[7] His research centered upon identification of novel markers in the fine mapping of a locally prevalent cardiac disease (PFHB1).
[9] Christoffels started his academic career in 1994 as a Genetics Technician in medical Biochemistry at the Stellenbosch University.
Followed by this appointment, he served as an Adjunct Assistant Professor at the Nanyang Technological University based in Singapore.
Later on, he held the appointment of associate professor from 2007 to 2012 in the South African National Bioinformatics Institute at the University of the Western Cape.
[11] From 2009, Christoffels serves as the Director of South African National Bioinformatics Institute at the University of the Western Cape.
[13] He was appointed as President of African Society of Bioinformatics & Computational Biology in 2020 for a two-year term.
[14] Followed by stakeholder meeting convened by Bill & Melinda Gates Foundation, Christoffels and his international partners launched a global initiative called Public Health Alliance for Genomic Epidemiology[15] in October 2019 at the GrandChallenges meeting in Ethiopia.
[18] His recent work features conducting research on scaling up disease surveillance systems on the African continent.
In 2016, he described the non-coding RNA (miRNA) in Anopheles funestus, and postulated roles of these small genes in understanding of parasitic control by blood-sucking mosquito.
He has subsequently used his analytical methods to describe non-coding RNA regulation in the Black soldier fly.
Given a significant gene order scrambling, the conserved linkages between Fugu rubripes and humans show the preservation of segments of chromosomes associated with the common vertebrate ancestor.
The study also strongly suggests a whole-genome duplication during the ray-finned fish evolution, which may also have occurred before the origin of teleosts.
[32][33] Christoffels was part of the executive team who managed the genome project,[34] and led the scientific analyses by supervising the Ph.D. students who analyzed different regions of the genome in detail as it pertains to innate protection against the pathogen (Trypanosome),[35] Trypanosomatid SNAREs comparison,[36] chemical signaling to find a host,[37] and promoter architecture in Tsetse.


**Work to complete:** Restate word for word all of the lines below, with each image left out.

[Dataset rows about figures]
-.-.-
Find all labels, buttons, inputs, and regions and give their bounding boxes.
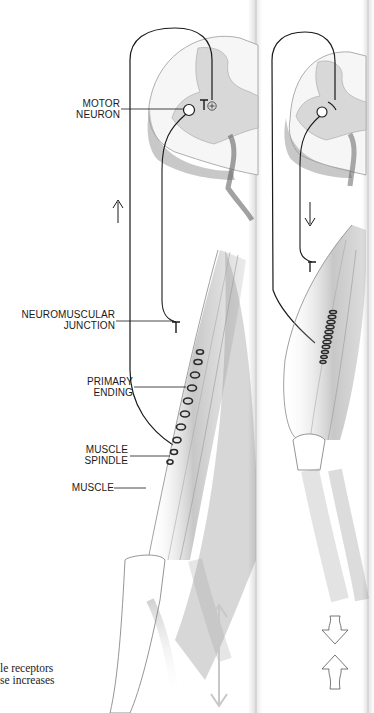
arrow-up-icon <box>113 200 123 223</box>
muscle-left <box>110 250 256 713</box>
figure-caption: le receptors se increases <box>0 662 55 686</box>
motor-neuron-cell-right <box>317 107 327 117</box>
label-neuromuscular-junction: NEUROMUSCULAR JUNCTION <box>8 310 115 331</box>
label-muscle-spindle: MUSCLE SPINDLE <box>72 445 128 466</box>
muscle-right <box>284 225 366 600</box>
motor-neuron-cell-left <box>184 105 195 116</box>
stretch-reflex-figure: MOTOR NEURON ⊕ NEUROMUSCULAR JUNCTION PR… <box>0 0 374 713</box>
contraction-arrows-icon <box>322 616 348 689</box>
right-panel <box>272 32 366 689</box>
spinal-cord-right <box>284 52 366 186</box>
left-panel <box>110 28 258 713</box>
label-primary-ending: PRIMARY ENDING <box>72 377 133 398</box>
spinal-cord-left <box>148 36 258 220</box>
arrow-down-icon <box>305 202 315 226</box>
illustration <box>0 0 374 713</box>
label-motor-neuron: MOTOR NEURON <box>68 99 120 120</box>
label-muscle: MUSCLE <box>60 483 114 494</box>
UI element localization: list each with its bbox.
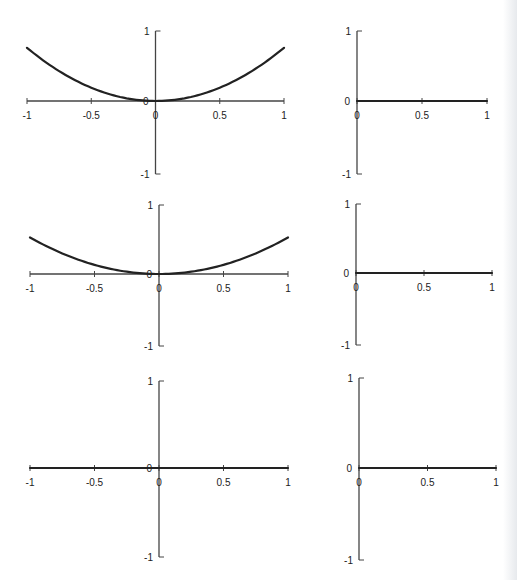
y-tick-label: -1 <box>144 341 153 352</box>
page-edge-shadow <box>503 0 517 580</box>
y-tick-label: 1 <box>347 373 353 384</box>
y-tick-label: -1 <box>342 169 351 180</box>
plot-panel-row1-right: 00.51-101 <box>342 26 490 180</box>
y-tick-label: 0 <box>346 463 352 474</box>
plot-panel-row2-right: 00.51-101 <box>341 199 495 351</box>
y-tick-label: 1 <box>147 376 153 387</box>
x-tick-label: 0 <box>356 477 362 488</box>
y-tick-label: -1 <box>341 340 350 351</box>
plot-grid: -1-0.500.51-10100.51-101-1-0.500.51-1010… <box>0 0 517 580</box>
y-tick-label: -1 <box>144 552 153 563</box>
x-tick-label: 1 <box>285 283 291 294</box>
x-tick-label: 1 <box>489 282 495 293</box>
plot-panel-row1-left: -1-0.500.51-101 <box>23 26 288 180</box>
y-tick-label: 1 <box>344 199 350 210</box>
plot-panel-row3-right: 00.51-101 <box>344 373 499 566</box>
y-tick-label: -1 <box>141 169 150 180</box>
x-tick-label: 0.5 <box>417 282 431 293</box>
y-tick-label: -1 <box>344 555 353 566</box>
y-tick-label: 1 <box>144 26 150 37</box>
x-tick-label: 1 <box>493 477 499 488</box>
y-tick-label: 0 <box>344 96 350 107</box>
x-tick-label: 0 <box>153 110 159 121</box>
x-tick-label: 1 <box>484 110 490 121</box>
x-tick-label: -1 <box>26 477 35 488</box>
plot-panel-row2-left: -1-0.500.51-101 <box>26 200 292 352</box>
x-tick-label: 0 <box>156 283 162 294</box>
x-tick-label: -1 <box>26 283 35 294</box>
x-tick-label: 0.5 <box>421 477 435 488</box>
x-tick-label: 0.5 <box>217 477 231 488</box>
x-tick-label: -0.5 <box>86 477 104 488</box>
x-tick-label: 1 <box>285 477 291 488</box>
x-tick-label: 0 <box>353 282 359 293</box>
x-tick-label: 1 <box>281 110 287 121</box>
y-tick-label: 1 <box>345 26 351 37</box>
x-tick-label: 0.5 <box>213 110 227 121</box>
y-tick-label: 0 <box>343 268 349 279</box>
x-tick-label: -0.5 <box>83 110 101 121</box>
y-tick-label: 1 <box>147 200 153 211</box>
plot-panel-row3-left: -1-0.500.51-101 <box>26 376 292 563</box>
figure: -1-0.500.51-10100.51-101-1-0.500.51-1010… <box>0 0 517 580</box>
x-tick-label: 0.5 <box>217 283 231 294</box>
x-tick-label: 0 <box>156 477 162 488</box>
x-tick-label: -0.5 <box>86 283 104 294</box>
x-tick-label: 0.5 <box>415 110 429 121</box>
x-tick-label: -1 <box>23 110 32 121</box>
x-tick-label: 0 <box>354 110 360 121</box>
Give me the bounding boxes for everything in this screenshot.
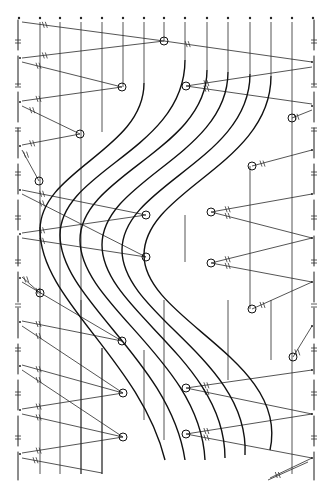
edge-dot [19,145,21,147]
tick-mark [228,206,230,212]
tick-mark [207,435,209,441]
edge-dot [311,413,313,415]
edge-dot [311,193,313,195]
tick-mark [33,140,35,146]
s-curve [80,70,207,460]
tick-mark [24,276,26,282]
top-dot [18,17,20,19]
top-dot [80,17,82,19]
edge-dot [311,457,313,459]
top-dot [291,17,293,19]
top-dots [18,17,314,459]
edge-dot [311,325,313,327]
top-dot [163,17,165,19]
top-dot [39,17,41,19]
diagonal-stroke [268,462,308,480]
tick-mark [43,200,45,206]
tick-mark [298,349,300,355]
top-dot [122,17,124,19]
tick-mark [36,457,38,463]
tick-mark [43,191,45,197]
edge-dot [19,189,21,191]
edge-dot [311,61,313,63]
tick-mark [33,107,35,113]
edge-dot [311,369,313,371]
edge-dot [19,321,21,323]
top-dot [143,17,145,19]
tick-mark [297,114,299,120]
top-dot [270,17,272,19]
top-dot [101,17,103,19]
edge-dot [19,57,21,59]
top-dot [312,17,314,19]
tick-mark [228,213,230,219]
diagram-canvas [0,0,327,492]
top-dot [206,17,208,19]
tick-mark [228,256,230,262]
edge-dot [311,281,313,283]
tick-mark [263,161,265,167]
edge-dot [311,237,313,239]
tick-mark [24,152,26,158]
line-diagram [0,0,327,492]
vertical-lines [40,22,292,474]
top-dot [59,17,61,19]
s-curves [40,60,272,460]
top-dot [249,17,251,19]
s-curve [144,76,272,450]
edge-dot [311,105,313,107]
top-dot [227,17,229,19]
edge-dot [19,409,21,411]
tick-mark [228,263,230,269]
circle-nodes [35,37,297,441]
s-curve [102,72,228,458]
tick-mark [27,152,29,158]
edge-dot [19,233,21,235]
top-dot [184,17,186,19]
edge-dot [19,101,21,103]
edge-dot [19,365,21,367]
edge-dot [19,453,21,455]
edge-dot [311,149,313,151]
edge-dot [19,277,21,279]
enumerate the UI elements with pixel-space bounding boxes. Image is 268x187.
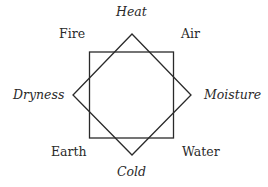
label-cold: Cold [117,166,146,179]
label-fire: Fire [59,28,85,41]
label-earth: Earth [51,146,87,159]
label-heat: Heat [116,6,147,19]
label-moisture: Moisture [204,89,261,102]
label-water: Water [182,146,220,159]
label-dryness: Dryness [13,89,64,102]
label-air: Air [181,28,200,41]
-.-.-
**Task solution:**
Find all labels, buttons, inputs, and regions and give their bounding boxes.
arrow-up-icon <box>113 200 123 223</box>
muscle-left <box>110 250 256 713</box>
figure-caption: le receptors se increases <box>0 662 55 686</box>
motor-neuron-cell-right <box>317 107 327 117</box>
label-neuromuscular-junction: NEUROMUSCULAR JUNCTION <box>8 310 115 331</box>
label-muscle-spindle: MUSCLE SPINDLE <box>72 445 128 466</box>
muscle-right <box>284 225 366 600</box>
motor-neuron-cell-left <box>184 105 195 116</box>
stretch-reflex-figure: MOTOR NEURON ⊕ NEUROMUSCULAR JUNCTION PR… <box>0 0 374 713</box>
contraction-arrows-icon <box>322 616 348 689</box>
right-panel <box>272 32 366 689</box>
spinal-cord-right <box>284 52 366 186</box>
left-panel <box>110 28 258 713</box>
label-primary-ending: PRIMARY ENDING <box>72 377 133 398</box>
spinal-cord-left <box>148 36 258 220</box>
arrow-down-icon <box>305 202 315 226</box>
illustration <box>0 0 374 713</box>
label-motor-neuron: MOTOR NEURON <box>68 99 120 120</box>
label-muscle: MUSCLE <box>60 483 114 494</box>
UI element localization: list each with its bbox.
y-tick-label: -1 <box>144 341 153 352</box>
page-edge-shadow <box>503 0 517 580</box>
y-tick-label: 1 <box>347 373 353 384</box>
y-tick-label: -1 <box>342 169 351 180</box>
plot-panel-row1-right: 00.51-101 <box>342 26 490 180</box>
y-tick-label: 0 <box>346 463 352 474</box>
plot-panel-row2-right: 00.51-101 <box>341 199 495 351</box>
y-tick-label: 1 <box>147 376 153 387</box>
x-tick-label: 0 <box>356 477 362 488</box>
y-tick-label: -1 <box>341 340 350 351</box>
plot-grid: -1-0.500.51-10100.51-101-1-0.500.51-1010… <box>0 0 517 580</box>
y-tick-label: -1 <box>144 552 153 563</box>
x-tick-label: 1 <box>285 283 291 294</box>
x-tick-label: 1 <box>489 282 495 293</box>
plot-panel-row1-left: -1-0.500.51-101 <box>23 26 288 180</box>
y-tick-label: 1 <box>344 199 350 210</box>
plot-panel-row3-right: 00.51-101 <box>344 373 499 566</box>
y-tick-label: -1 <box>141 169 150 180</box>
x-tick-label: 0.5 <box>417 282 431 293</box>
y-tick-label: -1 <box>344 555 353 566</box>
y-tick-label: 1 <box>144 26 150 37</box>
x-tick-label: 1 <box>493 477 499 488</box>
y-tick-label: 0 <box>344 96 350 107</box>
x-tick-label: 0 <box>153 110 159 121</box>
x-tick-label: 1 <box>484 110 490 121</box>
x-tick-label: -1 <box>26 477 35 488</box>
plot-panel-row2-left: -1-0.500.51-101 <box>26 200 292 352</box>
x-tick-label: 0 <box>156 283 162 294</box>
x-tick-label: -1 <box>26 283 35 294</box>
x-tick-label: 0.5 <box>421 477 435 488</box>
x-tick-label: 0.5 <box>217 477 231 488</box>
x-tick-label: -0.5 <box>86 477 104 488</box>
x-tick-label: 1 <box>285 477 291 488</box>
x-tick-label: 0 <box>353 282 359 293</box>
x-tick-label: 1 <box>281 110 287 121</box>
y-tick-label: 1 <box>345 26 351 37</box>
x-tick-label: 0.5 <box>213 110 227 121</box>
y-tick-label: 0 <box>343 268 349 279</box>
x-tick-label: -0.5 <box>83 110 101 121</box>
y-tick-label: 1 <box>147 200 153 211</box>
plot-panel-row3-left: -1-0.500.51-101 <box>26 376 292 563</box>
figure: -1-0.500.51-10100.51-101-1-0.500.51-1010… <box>0 0 517 580</box>
x-tick-label: 0.5 <box>217 283 231 294</box>
x-tick-label: 0 <box>156 477 162 488</box>
x-tick-label: -0.5 <box>86 283 104 294</box>
x-tick-label: 0.5 <box>415 110 429 121</box>
x-tick-label: -1 <box>23 110 32 121</box>
x-tick-label: 0 <box>354 110 360 121</box>
Give me the bounding boxes for everything in this screenshot.
edge-dot [19,145,21,147]
tick-mark [228,206,230,212]
tick-mark [207,435,209,441]
edge-dot [311,413,313,415]
edge-dot [311,193,313,195]
tick-mark [33,140,35,146]
s-curve [80,70,207,460]
tick-mark [24,276,26,282]
top-dot [18,17,20,19]
top-dot [80,17,82,19]
edge-dot [311,457,313,459]
top-dot [291,17,293,19]
top-dots [18,17,314,459]
edge-dot [311,325,313,327]
top-dot [163,17,165,19]
top-dot [39,17,41,19]
diagonal-stroke [268,462,308,480]
tick-mark [43,200,45,206]
tick-mark [298,349,300,355]
top-dot [122,17,124,19]
tick-mark [36,457,38,463]
tick-mark [43,191,45,197]
edge-dot [19,189,21,191]
edge-dot [311,61,313,63]
tick-mark [33,107,35,113]
edge-dot [311,369,313,371]
edge-dot [19,321,21,323]
top-dot [143,17,145,19]
tick-mark [297,114,299,120]
top-dot [270,17,272,19]
top-dot [101,17,103,19]
edge-dot [19,57,21,59]
top-dot [312,17,314,19]
tick-mark [228,213,230,219]
diagram-canvas [0,0,327,492]
top-dot [206,17,208,19]
tick-mark [228,256,230,262]
edge-dot [311,281,313,283]
tick-mark [263,161,265,167]
edge-dot [311,237,313,239]
tick-mark [24,152,26,158]
line-diagram [0,0,327,492]
vertical-lines [40,22,292,474]
top-dot [59,17,61,19]
s-curves [40,60,272,460]
top-dot [249,17,251,19]
s-curve [144,76,272,450]
edge-dot [311,105,313,107]
top-dot [227,17,229,19]
edge-dot [19,409,21,411]
tick-mark [228,263,230,269]
circle-nodes [35,37,297,441]
s-curve [102,72,228,458]
tick-mark [27,152,29,158]
edge-dot [19,233,21,235]
top-dot [184,17,186,19]
edge-dot [19,101,21,103]
edge-dot [19,365,21,367]
edge-dot [19,453,21,455]
edge-dot [311,149,313,151]
edge-dot [19,277,21,279]
enumerate the UI elements with pixel-space bounding boxes. Image is 268x187.
label-cold: Cold [117,166,146,179]
label-fire: Fire [59,28,85,41]
label-earth: Earth [51,146,87,159]
label-heat: Heat [116,6,147,19]
label-moisture: Moisture [204,89,261,102]
label-water: Water [182,146,220,159]
label-dryness: Dryness [13,89,64,102]
label-air: Air [181,28,200,41]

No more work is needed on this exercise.